We can also revive and embrace the tools that made the old web so rich and self-directed. Remember RSS feeds, those little orange wifi looking icons that let you subscribe to a site’s updates? They still exist, and they’re a fantastic way to keep up with blogs and news without an algorithm deciding what you see. Using an RSS reader (I recommend Feedbro) to follow independent sites is like creating your own custom newspaper that includes voices that might never make it to Google’s curated top results. Along with newsletters, personal mailing lists, and even old-school web rings, these tools let us curate our own internet experience. And there’s a broader shift towards self-hosting and open-source platforms, you’ve got people setting up their own community forums again, running their own Mastodon social servers as an alternative to corporate social media, and sharing files via peer-to-peer networks. All of this is about maintaining control over our digital lives, and about choosing transparency and autonomy whenever possible, rather than just convenience.

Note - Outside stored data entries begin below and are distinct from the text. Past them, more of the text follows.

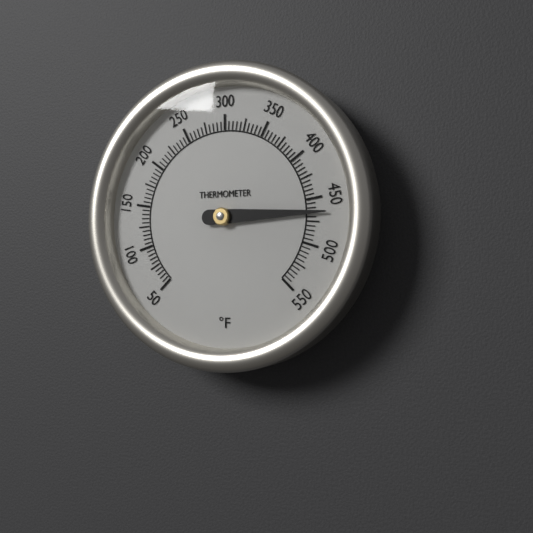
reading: 465 °F
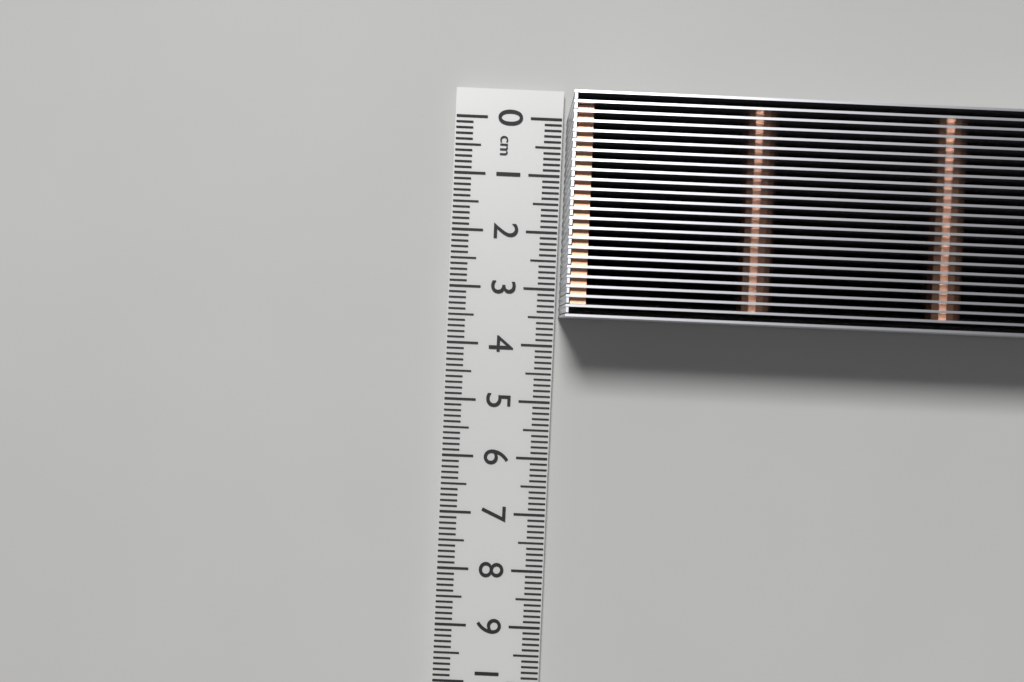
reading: 3.5 cm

Crucially, opting out of the AI-mediated, big-tech-controlled ecosystem isn’t about retreating from technology at all, far from it actually. It’s about reclaiming some agency over it, and saying that we, as users and creators, want a say in how the internet works. By supporting indie websites, using open web tools, and seeking out diverse and various sources of information, we vote with our clicks for a more communal online culture. We remind the giants that the internet’s value comes from us, the millions of creators and readers, not the other way around. And in doing so, we begin to regain a sense of digital sovereignty that our online world is ours to shape, not just something served to us by an AI in some big tech silo.

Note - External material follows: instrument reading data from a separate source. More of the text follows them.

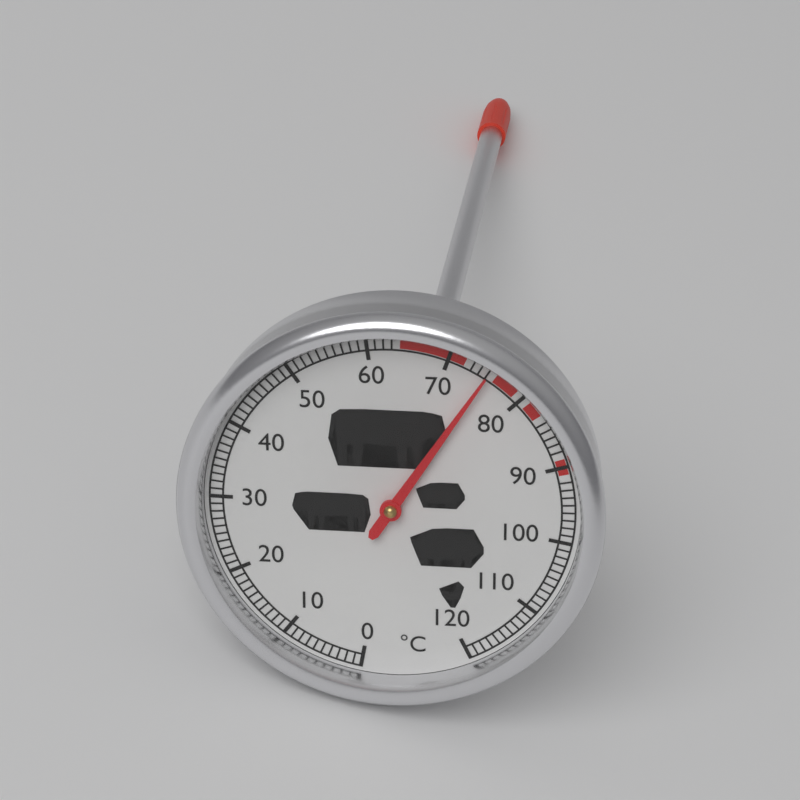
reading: 75 °C
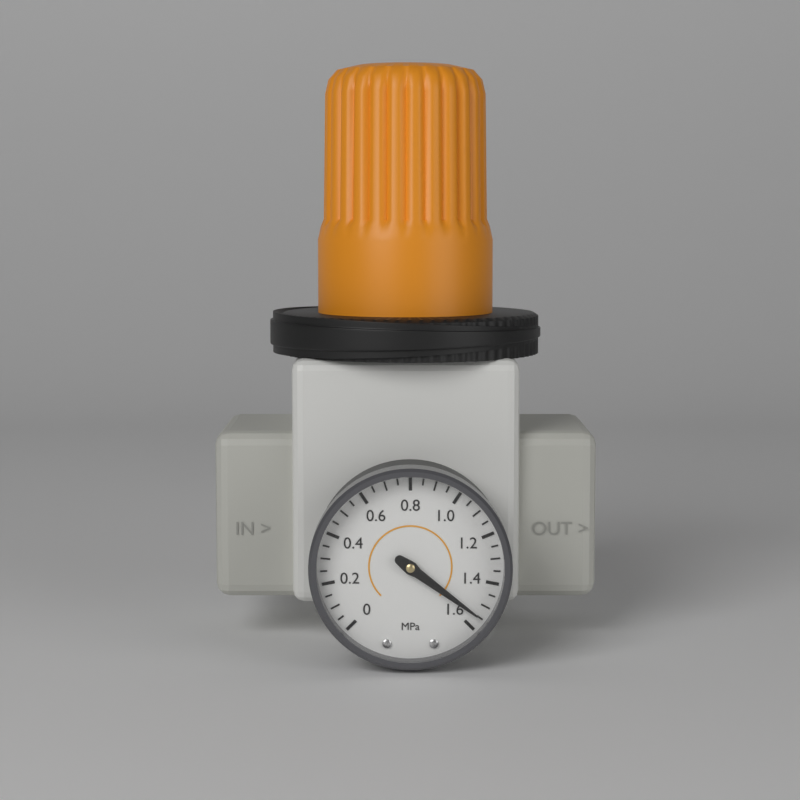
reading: 1.55 MPa
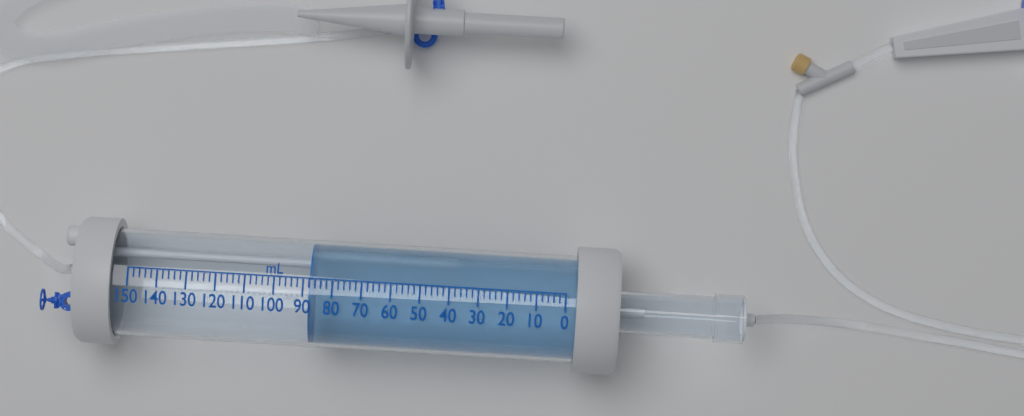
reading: 88 mL
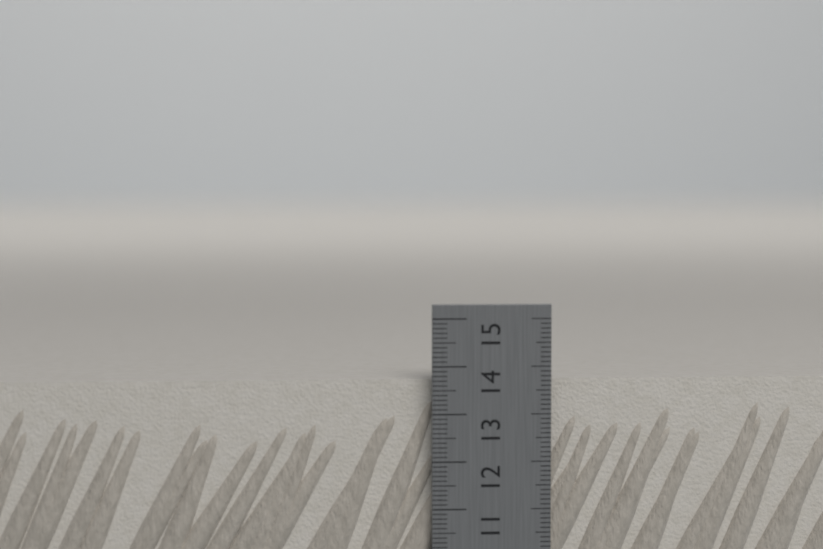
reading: 13.7 cm
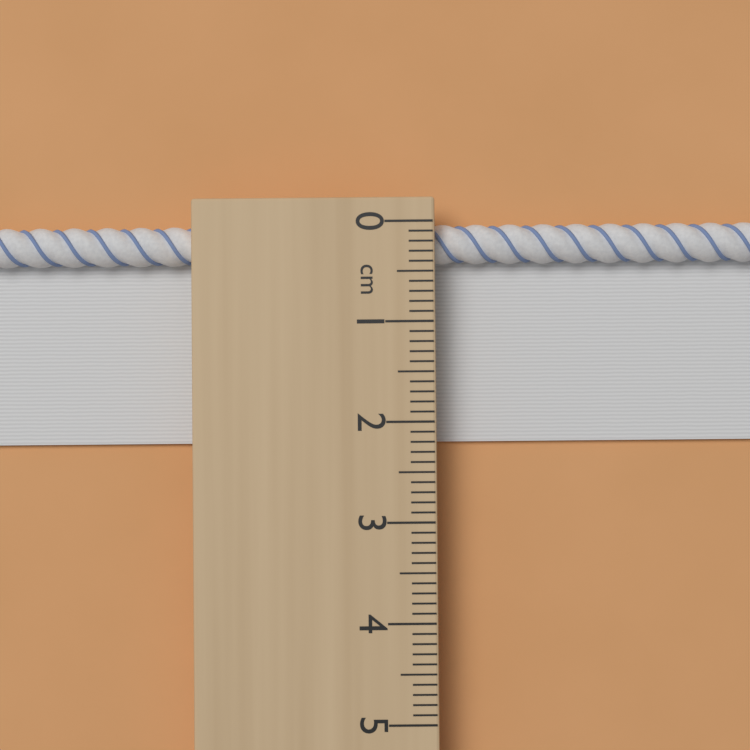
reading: 2.2 cm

One Small, Weird Site at a Time

Despite everything I’ve talked about, I remain optimistic about the web’s future. For one thing, these issues are no longer flying under the radar. I see people all over the world starting to talk about them. Finally you’re starting to see journalists, scholars, and even policymakers beginning to question the wisdom of letting a few companies control the information commons. There’s a growing understanding that something incredibly precious is at stake. And at the regular level, everyday internet users are waking up too. I see it in online discussions, the rise of digital rights activism, and in the simple choices people make, like switching their default web browser or supporting laws that demand more transparency from big tech. The fact that we’re having this conversation at all means the monoculture hasn’t won yet.

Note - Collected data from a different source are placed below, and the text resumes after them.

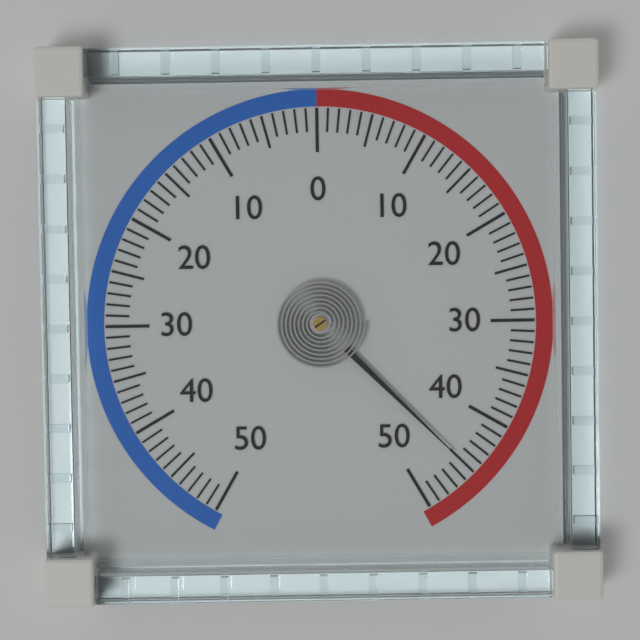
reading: 45 (no unit)
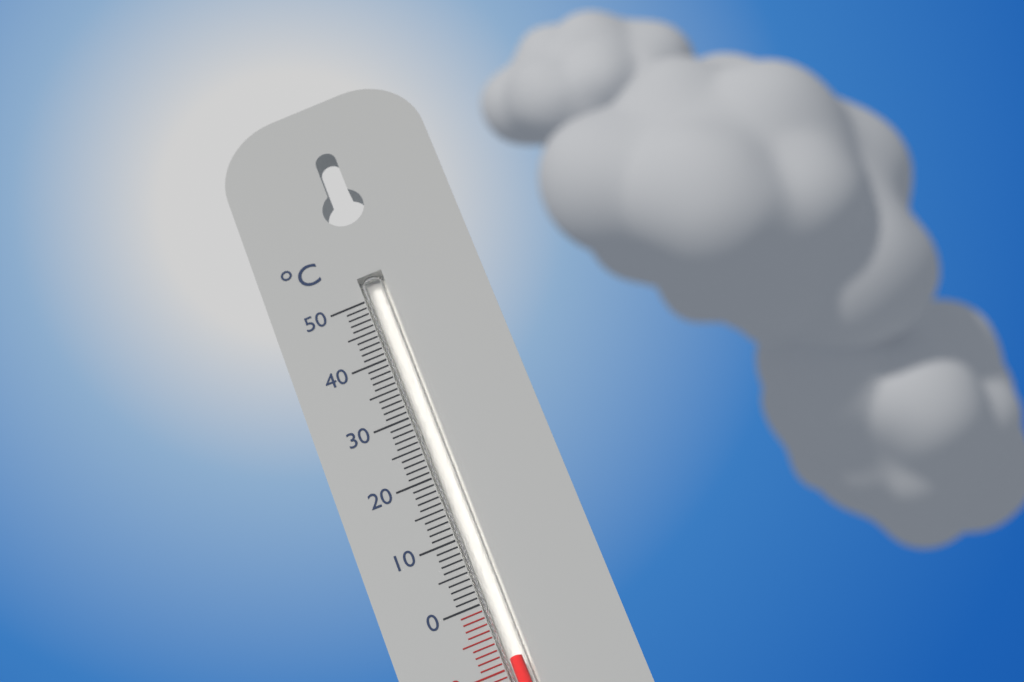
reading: -9 °C
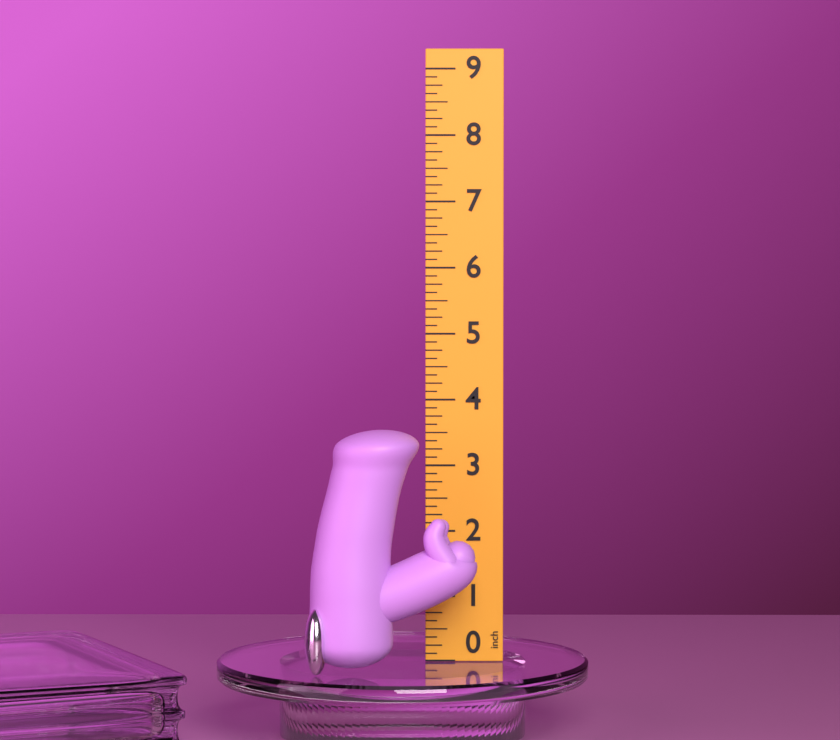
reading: 3.625 inch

On a personal level, we each have the power to nudge the web in a better direction. I’ve started making a point to seek out and share the genuinely fun, enriching and independent websites that I find. It actually feels so nice to go web surfing again, letting one interesting website lead me to another in a chain of discovery. And I know I’m not alone, because there’s a small but noticeable renaissance of personal sites and newsletters and DIY online projects, there’s creators that are realising that they don’t have to chase the algorithm on a giant platform; they can cultivate a smaller, genuine audience on their own turf and be way happier. We probably won’t return to the exact anarchic web of the 90s (the internet is much bigger now, and times have changed), but we can certainly carry its spirit forward in new ways.

In the end, the internet is too important to leave entirely in the hands of big companies or AI systems. It belongs to all of us who use it, build it, and care about it. Every single action, like starting a personal site, supporting an indie creator, or bookmarking a cute little webcomic instead of relying on Facebook to show it to you, is like planting a seed. One seed might not seem like much, but thousands of them can grow into a forest. One handmade site at a time, we can rebuild a web that feels like home again. The giants may have staked out their territory, but the rest of us can still claim our own little plots and connect them together. Link by link, we can keep the web’s wild, diverse, and wonderful spirit alive for generations to come.